Mobile smartphones and tablets have been on a meteoric rise since the iPhone initially shipped in 2007. However, there are conflicting trends that could stagnate growth in the U.S., if they are not adequately addressed in a user-centered way.

Carriers & Manufacturers Are Out of Sync Regarding Data Plans

‘I don’t give a f*&% how thin your phone is, I want unlimited data…’
Gambling genie

“Gambling genie” by Lisa Brewster

When Horace Dediu kicked off mobilism 2012, he presented an impressive animated chart that illustrated the ascension of the iPhone relative to its competitors. People generally attribute this rapid success to the genius of the iPhone hardware feature set. However, one of the main “features” that secured its success, in my opinion, was that it originally shipped with a single unlimited data plan via AT&T. People were fed up with being nickled and dimed with fees for internet access, email, downloading music, transferring photos, backing up contacts etc. The content-liberated iPhone hardware, plus the simple unlimited data plan, sealed the deal for many and justified the relatively high cost.

Ever since the iPhone took off and tablets got into the game, AT&T (and eventually the other major carriers) have been trying to stuff that unlimited-data-Genie back in the bottle. With tiered data plans, shared data buckets, throttling and other tactics, the redefined “unlimited” is a shadow of it’s brash 2007 incarnation. I could be argued that the iPhone was a better value in its first year than it is today.

That’s a huge problem, because unlimited data was the killer app! Ironically, the early iPhones didn’t have the native apps and system features that make it the bandwidth glutton it is today. With the forthcoming release of iOS 6, Apple has essentially created a mobile OS that craves constant access to a data plan (or Wifi). Android, Windows Mobile, and the rest of the gang have developed similar appetites.

To consumers, it feels as though U.S. carriers want to revert back to nickel and diming, while the mobile device manufacturers aim to sell gadgets that are designed for a yet-to-exist utopia of ubiquitous, fast, cheap, and unlimited data access. These two divergent motivations are set to collide with unfortunate results for U.S. mobile market. If carriers and manufacturers don’t start working in concert, I think that it will eventually stall consumer interest and constrain innovation. I think it’s up to hardware manufacturers to stop simply refining their hardware and OSes, and collaborate with carriers to improve the hardware-plus-service combination. It’s the data plan stupid, figure out how to make it happen!

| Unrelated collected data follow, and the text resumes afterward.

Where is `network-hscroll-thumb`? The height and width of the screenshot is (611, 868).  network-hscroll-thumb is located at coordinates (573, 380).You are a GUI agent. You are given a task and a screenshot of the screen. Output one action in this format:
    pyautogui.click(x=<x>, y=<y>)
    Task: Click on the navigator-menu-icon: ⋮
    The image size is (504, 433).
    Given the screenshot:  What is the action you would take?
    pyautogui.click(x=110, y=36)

The spec might be dead, but onboard storage still matters

Keeping the base model storage of “The New iPad” at 16GB was an insult #IMO. The retina-fication of computing devices is requiring native apps and websites to more than double the file size of their image assets. Despite this newly mandated bloat, Apple didn’t see fit to at least double its onboard storage lineup? Really? The same could be said for the iPhone as well.

Cloud storage is supposed to offset this ‘challenge’, but it simply doesn’t – yet. Considering the data plan issues mentioned above, the full promise of mobile cloud storage is still on the horizon. In addition, native apps must be installed on the device (not the cloud) and they are ballooning in file size with every update. Therefore, it will still be some time before onboard storage is NOT a major consideration in usability. The next crop of smartphones and tablets must ship with a major storage bump to their base models, or the negative impact on users is going to shift from insulting to untenable.

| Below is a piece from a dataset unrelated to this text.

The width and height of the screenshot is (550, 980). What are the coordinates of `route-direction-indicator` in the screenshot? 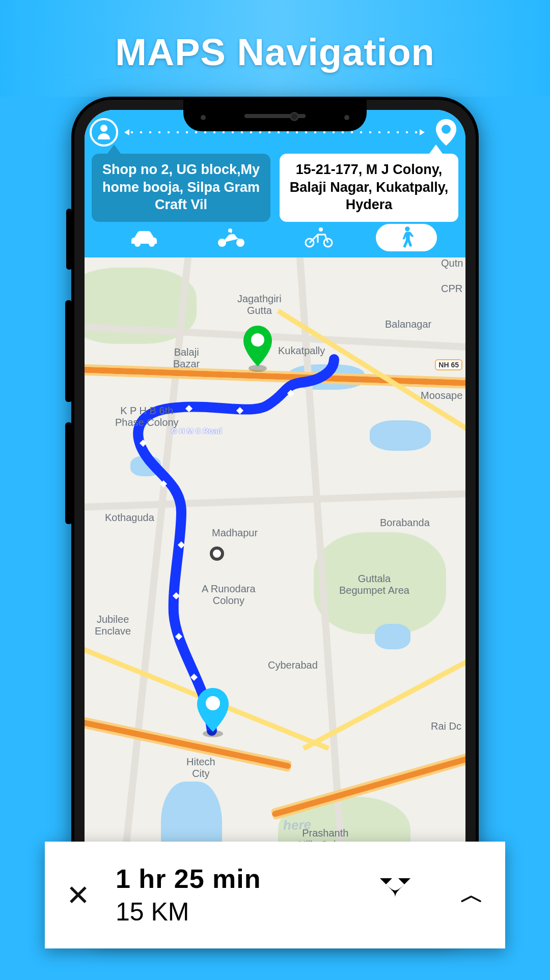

Greater Harmony between Product & Service will mark the next chapter in mobile

The next major leap forward in mobile will be a product that finally brings the Carrier service portion in line with overall UX of the device. Whether this is done via better collaboration between multiple players, or a device manufacturer making a bold move into directly providing call/text/data plans, I’m not sure. It’s time to innovate, not monetize via artificially restrictive products and services. The growth of the mobile platform in the U.S. will stagnate if all involved keep trying to make their last desperate money grabs from consumers.